The investigational oral therapy KTX-1001, also known as gintemetostat, is catching interest as a potential treatment for a subgroup of patients with multiple myeloma, as an expert explained in a recent interview with CURE.

Dr. Saad Usmani, a member of the scientific advisory board of the International Myeloma Foundation and chief of the myeloma service at Memorial Sloan Kettering Cancer Center in New York City, presented results from a phase 1 clinical trial of the drug at the 2025 American Society of Hematology (ASH) Annual Meeting showing that it achieved disease control in 40% of patients with durable responses lasting up to a year.

Usmani sat down for an interview with CURE to discuss KTX-1001 and what research comes next.

CURE: Regarding KTX-1001, for patients with multiple myeloma, what is so significant about the recent trial findings related to this oral therapy?

Dr. Saad Usmani: I think one very important point that we typically make to our patients is that every patient with myeloma is different, not just from the perspective of what health issues or baggage a patient is coming in with when they're diagnosed with myeloma, myeloma is not one disease. It has many different subgroups, biologically, and one of those subtypes is translocation 4;14, it happens in about 10% to 15% of patients, and historically has been a little bit of a more aggressive kind of myeloma, although in more recent years, we've done a good job in improving outcomes even for those patients.

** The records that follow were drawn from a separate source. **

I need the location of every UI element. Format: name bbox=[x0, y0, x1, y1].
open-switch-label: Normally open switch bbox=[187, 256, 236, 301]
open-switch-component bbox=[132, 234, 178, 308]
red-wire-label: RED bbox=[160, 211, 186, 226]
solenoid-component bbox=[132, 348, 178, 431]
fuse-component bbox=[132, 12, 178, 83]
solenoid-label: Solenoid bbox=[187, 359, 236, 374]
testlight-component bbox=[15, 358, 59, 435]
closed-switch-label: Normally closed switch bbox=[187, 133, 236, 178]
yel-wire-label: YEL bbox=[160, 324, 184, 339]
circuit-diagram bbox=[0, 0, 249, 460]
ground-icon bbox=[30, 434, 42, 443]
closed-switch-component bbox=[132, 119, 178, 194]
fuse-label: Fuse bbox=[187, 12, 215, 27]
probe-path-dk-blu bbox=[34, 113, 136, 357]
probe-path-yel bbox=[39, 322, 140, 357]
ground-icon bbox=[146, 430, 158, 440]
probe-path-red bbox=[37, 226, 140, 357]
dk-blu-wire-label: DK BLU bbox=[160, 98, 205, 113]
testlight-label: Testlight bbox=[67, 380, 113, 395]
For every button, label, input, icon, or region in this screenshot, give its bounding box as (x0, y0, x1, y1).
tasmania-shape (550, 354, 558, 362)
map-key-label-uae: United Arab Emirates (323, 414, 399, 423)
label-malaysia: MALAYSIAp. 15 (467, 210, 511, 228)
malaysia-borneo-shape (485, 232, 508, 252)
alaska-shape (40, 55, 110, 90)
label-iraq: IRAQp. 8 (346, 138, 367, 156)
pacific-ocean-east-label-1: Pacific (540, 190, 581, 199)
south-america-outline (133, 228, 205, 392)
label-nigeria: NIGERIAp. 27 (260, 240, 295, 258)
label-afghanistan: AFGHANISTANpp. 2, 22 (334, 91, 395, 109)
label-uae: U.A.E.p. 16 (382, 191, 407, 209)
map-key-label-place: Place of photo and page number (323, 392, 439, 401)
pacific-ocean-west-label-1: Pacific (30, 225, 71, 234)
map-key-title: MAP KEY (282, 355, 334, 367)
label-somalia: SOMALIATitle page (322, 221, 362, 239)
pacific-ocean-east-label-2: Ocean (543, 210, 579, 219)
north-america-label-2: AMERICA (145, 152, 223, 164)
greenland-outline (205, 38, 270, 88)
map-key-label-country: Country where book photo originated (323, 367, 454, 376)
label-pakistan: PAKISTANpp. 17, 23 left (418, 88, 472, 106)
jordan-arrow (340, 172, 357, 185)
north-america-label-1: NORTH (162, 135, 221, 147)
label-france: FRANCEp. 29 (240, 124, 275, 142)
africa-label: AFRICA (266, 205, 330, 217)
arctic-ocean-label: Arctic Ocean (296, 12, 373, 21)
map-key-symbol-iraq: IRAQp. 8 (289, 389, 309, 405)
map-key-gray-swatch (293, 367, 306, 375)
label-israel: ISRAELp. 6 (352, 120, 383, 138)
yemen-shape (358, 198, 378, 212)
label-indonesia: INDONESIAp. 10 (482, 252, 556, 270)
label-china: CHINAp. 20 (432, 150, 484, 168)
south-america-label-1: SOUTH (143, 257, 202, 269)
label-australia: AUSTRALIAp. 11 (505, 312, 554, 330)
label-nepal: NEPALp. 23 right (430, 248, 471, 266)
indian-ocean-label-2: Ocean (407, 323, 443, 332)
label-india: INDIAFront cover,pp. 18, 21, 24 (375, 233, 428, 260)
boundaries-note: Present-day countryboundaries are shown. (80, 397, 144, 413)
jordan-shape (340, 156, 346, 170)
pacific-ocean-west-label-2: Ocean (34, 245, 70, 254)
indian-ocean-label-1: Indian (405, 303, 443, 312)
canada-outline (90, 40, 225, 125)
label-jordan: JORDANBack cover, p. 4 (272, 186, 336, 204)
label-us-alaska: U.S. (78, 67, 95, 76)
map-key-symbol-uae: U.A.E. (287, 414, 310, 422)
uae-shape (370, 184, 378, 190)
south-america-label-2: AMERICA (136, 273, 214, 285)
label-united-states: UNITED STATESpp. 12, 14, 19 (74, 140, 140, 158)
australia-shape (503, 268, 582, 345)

So the significance of KTX-1001, and it’s now called gintemetostat, is that it's an oral pill, and it inhibits that pathway that gets activated in patients with translocation 4;14, so the significance is that that this is a targeted therapy for that particular kind of myeloma patient population.

What were the findings that were presented at ASH regarding this drug?

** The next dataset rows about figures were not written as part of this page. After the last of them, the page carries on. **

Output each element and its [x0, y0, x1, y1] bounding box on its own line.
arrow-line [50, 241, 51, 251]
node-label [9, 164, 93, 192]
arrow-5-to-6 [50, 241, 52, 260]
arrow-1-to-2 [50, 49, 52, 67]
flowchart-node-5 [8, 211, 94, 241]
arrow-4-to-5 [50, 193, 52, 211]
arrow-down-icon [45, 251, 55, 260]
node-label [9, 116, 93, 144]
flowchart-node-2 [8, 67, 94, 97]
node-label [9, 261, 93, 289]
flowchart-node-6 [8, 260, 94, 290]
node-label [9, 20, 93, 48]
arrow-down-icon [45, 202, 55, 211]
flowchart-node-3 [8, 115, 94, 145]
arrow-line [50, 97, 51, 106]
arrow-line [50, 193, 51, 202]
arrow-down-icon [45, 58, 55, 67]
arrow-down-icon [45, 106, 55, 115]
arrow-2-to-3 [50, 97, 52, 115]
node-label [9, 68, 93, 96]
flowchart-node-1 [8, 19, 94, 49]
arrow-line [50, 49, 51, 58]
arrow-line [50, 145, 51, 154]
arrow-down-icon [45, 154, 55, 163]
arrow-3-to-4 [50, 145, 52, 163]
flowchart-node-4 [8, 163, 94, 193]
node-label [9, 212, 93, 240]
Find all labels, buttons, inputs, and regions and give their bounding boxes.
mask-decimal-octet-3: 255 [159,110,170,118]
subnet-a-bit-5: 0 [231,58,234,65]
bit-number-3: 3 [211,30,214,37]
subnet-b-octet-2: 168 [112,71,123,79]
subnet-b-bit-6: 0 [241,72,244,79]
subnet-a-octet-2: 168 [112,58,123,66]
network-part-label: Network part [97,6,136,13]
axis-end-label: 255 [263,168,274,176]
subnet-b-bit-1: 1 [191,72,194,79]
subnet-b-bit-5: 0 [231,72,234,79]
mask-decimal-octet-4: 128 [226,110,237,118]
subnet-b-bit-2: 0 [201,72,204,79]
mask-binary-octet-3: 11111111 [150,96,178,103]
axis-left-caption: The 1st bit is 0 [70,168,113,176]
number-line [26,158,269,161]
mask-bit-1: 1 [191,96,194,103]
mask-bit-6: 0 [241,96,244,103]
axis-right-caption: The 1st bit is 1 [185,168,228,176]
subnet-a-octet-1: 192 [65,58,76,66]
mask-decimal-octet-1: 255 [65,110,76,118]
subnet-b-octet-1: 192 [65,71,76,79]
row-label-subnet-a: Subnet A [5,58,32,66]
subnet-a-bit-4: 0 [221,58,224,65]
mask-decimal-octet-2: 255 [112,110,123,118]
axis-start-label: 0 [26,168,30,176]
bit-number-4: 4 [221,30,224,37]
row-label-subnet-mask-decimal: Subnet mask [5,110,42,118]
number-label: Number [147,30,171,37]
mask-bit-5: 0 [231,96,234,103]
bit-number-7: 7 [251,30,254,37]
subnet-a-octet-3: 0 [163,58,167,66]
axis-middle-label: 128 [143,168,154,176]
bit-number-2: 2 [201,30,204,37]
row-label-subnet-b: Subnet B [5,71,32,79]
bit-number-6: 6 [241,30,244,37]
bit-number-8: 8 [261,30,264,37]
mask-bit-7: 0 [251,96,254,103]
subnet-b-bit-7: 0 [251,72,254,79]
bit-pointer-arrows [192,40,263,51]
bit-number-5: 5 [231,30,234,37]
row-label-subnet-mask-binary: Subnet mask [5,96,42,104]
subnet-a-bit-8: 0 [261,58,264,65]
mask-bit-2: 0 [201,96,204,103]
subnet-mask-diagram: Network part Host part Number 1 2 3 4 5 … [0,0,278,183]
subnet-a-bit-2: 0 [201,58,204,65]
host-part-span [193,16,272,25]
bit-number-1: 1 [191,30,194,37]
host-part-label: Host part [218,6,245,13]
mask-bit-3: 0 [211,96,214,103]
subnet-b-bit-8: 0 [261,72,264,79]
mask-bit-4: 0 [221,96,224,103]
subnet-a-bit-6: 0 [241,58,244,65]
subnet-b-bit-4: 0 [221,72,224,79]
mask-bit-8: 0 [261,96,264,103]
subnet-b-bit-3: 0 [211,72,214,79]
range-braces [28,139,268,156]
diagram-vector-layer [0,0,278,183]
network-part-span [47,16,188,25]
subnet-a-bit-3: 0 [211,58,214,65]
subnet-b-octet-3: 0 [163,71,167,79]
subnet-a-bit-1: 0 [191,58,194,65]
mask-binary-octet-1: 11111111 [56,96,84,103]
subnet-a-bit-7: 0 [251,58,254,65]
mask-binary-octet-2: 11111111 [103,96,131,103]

At ASH, we presented the dose escalation phase 1 part of the study. Whenever we have a new drug, we have to do a clinical trial, start with low doses, see if patients tolerate it, and then gradually escalate the dose in different cohorts. And what we found in this study was that we were starting to see clinical activity in patients, from stable disease to minimal response, and even in patients who did not have translocation 4;14, we saw deep responses. And we are trying to understand how that mechanism is happening, but from a safety standpoint, besides looking at blood counts, we did not see any major high-grade side effects from this oral drug. So really promising to see this kind of treatment making it through the dose escalation portion, and hopefully we can combine it with other treatments for this patient population in the future.

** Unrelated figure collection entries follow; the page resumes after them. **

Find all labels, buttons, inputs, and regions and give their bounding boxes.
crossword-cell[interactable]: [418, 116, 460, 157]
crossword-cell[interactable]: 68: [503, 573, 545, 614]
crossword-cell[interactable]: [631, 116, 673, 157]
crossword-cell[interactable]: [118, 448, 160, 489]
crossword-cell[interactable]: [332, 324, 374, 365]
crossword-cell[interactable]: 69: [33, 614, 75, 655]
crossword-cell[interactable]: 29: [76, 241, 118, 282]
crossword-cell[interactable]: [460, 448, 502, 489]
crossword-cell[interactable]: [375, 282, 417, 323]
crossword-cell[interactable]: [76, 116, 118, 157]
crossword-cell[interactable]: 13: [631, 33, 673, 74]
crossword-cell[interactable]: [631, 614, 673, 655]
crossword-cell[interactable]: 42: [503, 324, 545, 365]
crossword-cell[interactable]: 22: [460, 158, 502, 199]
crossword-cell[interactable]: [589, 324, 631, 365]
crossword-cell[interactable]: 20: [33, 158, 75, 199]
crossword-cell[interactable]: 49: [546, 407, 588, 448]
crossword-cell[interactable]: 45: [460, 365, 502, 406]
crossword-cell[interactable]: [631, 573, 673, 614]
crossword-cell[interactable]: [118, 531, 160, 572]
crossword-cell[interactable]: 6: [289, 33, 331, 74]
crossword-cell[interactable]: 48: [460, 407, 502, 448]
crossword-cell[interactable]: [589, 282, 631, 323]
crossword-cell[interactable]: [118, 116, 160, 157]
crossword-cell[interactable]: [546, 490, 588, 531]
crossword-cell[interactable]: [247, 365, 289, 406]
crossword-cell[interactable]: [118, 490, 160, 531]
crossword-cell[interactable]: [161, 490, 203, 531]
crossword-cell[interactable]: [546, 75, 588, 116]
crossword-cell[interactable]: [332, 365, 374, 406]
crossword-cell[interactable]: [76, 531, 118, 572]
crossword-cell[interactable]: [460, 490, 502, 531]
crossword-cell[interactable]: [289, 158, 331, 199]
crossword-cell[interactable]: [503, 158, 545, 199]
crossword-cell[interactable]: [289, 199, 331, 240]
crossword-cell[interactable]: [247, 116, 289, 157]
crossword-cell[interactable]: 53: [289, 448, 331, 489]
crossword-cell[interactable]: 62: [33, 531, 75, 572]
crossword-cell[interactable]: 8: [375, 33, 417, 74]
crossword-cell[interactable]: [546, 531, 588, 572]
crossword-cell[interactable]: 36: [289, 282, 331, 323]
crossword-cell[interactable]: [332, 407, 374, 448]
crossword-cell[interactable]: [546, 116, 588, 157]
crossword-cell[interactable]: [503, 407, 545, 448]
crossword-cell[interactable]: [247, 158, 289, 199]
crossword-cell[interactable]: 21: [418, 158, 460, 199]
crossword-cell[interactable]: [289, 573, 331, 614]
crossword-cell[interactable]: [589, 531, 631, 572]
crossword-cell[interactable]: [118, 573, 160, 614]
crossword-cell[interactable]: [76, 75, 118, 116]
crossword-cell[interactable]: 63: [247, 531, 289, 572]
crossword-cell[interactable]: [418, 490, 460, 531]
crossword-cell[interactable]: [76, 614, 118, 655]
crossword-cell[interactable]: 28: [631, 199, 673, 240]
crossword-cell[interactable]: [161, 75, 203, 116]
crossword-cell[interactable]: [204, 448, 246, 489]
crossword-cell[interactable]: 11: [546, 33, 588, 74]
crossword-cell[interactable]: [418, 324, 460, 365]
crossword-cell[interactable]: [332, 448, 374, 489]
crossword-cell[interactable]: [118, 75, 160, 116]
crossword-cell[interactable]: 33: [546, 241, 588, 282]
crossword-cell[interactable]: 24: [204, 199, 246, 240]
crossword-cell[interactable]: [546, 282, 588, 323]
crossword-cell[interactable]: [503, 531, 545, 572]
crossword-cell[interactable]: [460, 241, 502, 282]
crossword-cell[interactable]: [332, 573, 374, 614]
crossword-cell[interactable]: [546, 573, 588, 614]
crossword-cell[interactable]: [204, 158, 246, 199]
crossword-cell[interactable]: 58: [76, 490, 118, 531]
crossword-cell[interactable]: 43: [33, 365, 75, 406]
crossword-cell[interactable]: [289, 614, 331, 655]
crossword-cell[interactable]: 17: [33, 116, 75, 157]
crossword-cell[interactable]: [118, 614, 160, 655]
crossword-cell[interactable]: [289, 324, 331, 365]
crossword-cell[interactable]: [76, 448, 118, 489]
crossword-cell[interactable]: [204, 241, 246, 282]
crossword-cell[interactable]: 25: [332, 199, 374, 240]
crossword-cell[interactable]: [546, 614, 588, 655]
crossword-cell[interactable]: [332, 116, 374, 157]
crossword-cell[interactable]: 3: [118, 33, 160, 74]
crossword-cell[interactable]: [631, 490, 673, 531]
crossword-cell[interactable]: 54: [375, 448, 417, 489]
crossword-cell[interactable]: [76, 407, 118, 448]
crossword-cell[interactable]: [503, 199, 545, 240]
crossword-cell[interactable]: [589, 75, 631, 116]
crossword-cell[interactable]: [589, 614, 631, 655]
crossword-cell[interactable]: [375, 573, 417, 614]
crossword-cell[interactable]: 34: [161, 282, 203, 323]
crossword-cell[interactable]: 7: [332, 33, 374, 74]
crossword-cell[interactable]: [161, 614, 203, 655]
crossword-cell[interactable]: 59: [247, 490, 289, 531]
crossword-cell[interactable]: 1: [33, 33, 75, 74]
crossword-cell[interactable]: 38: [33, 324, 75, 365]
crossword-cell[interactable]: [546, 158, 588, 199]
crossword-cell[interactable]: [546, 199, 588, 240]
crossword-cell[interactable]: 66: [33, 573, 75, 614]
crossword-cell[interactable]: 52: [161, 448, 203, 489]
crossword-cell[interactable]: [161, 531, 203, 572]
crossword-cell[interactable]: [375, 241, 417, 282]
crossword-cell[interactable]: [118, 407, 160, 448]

And in terms of patient accessibility and kind of attainability for this treatment, how significant is the fact that this is an oral treatment?

I think it is quite significant because it gives patients the flexibility of taking the pills at home. They don't have to come into the infusion center to receive these treatments, and it also helps in combining it with other potentially infusional or subcutaneous therapies.

What comes next, research-wise?

What comes next is combining this treatment with other myeloma treatments to figure out what's the right recipe to use for translocation 4;14 patients. What we've also learned in the myeloma therapeutics field over the past 15 years is, because myeloma is a complex disease, even though one pathway may be active, there can be subclones where there are other pathways or mechanisms that are causing the disease to proliferate a little bit more or in a different way. So combining different therapies gives better outcomes for myeloma patients, and that's the next step. So you know, we are currently studying a cohort of combining gintemetostat with [Kyprolis (carfilzomib)] another one with the new CELMoD, mezigdomide.

Transcript has been edited for clarity and conciseness.